When users first register, the applicaiton sends them an email. My question is, where should I trigger this email from? The model or the controller? My thoughts are as follows:
In some ways, the model makes sense, since sending a registration email is part of my business logic. Users must click the link in the mail to validate their email address.
But by putting it in the model, I am 'encumbering' the model. The model's registerUser action is then only useful within the context of an application that needs emails sent for every registration.
Instead, by triggering the email from within the controller, my controller would be a litter 'fatter', but my model a little more 'fine grained'.
I have written an email service which actually configures and sends the email, and I think this is a good design decision. I am really just asking where I should be calling this service from.
Your thoughts are most appreciated!
According to Zend Framework's definition of MVC, you should put send the email from the controller:
Controllers...decide which view to display based on the user's request.
Models, on the other hand, contain:
...basic functionality behind a set of abstractions.
An email may be considered a "view" in that it displays information to the user. It is the controller's job to activate this "view."
In my opinion, I would want this in the model, as I would consider this an assumed process of the create user method, rather than any specific interaction with the user making the request.

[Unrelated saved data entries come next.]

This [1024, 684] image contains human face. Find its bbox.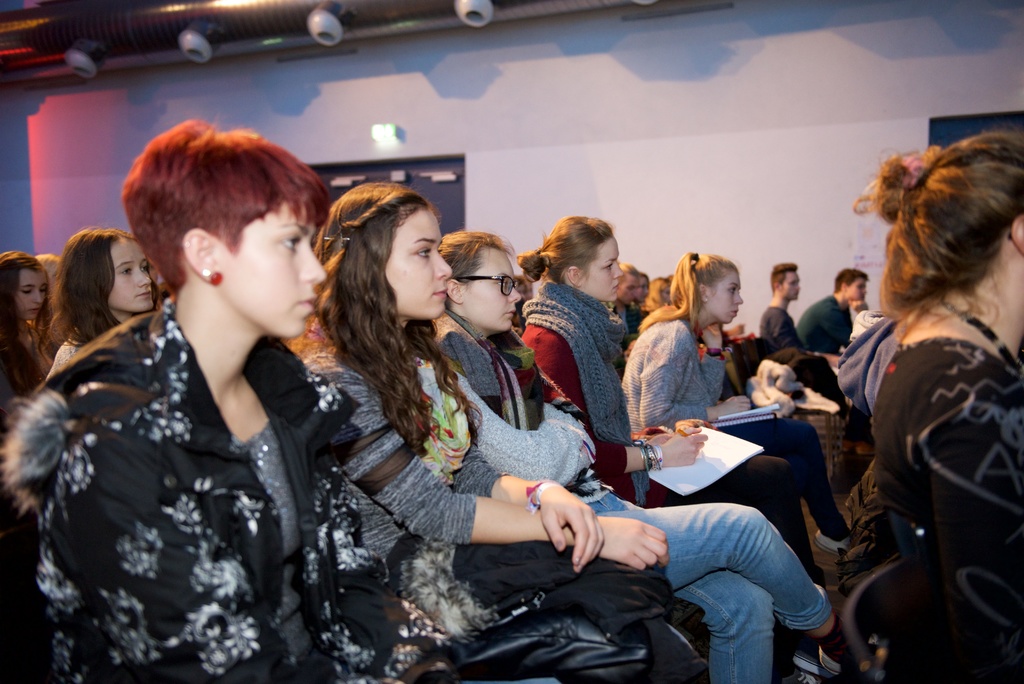
456, 241, 519, 333.
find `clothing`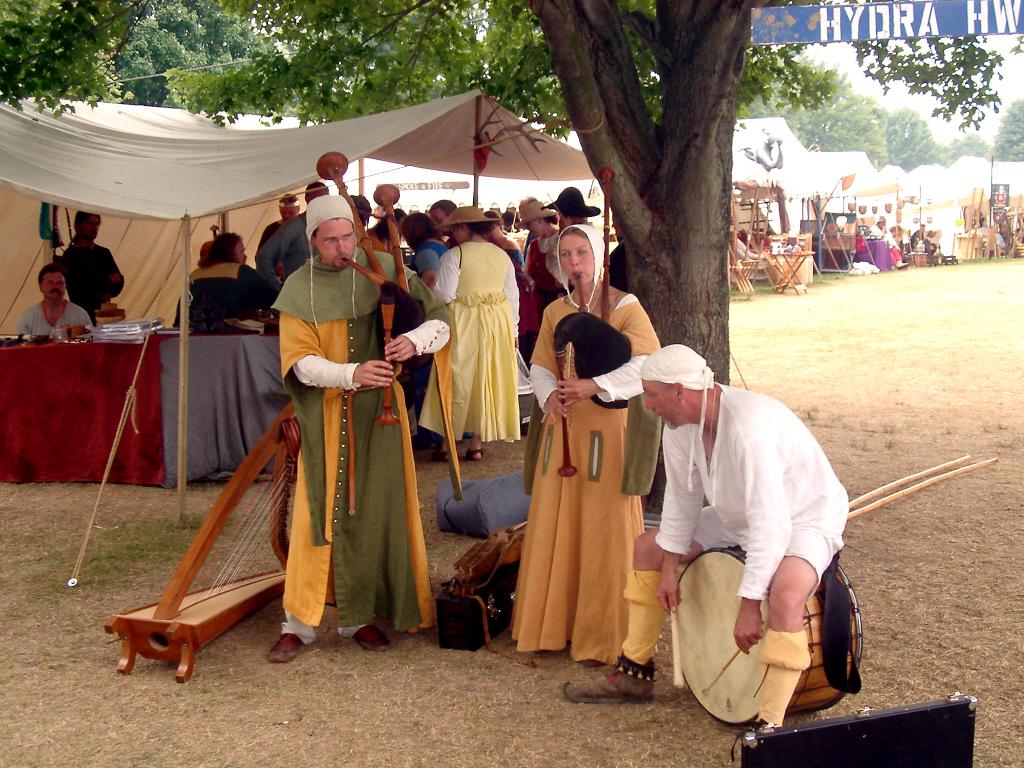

In other words, since I would always want this email sent, regardless of the source of the request, I would identify this as a natural byproduct of the create user action, similar to a record being saved in a database.
You might want to look into using something like NServiceBus to queue messages to be sent to your Email Service.
This way you can have NServiceBus subscribe to an event that occurs and omit any manual firing of the email service etc.
Ultimately you want a failsafe way of ensuring your messages get to the intended people. This kind of framework will greatly help you ensure that this happens.
Alternatively you could store the emails to be sent inside your database and have your email service check the database queue every x minutes for new emails to send and omit the need for triggering the email sending.
Again, doing it this way will ensure at the least that the emails get sent. Should the network go down or some other disruption occur during the sending of each email you can simply leave them in the queue until the network comes back up.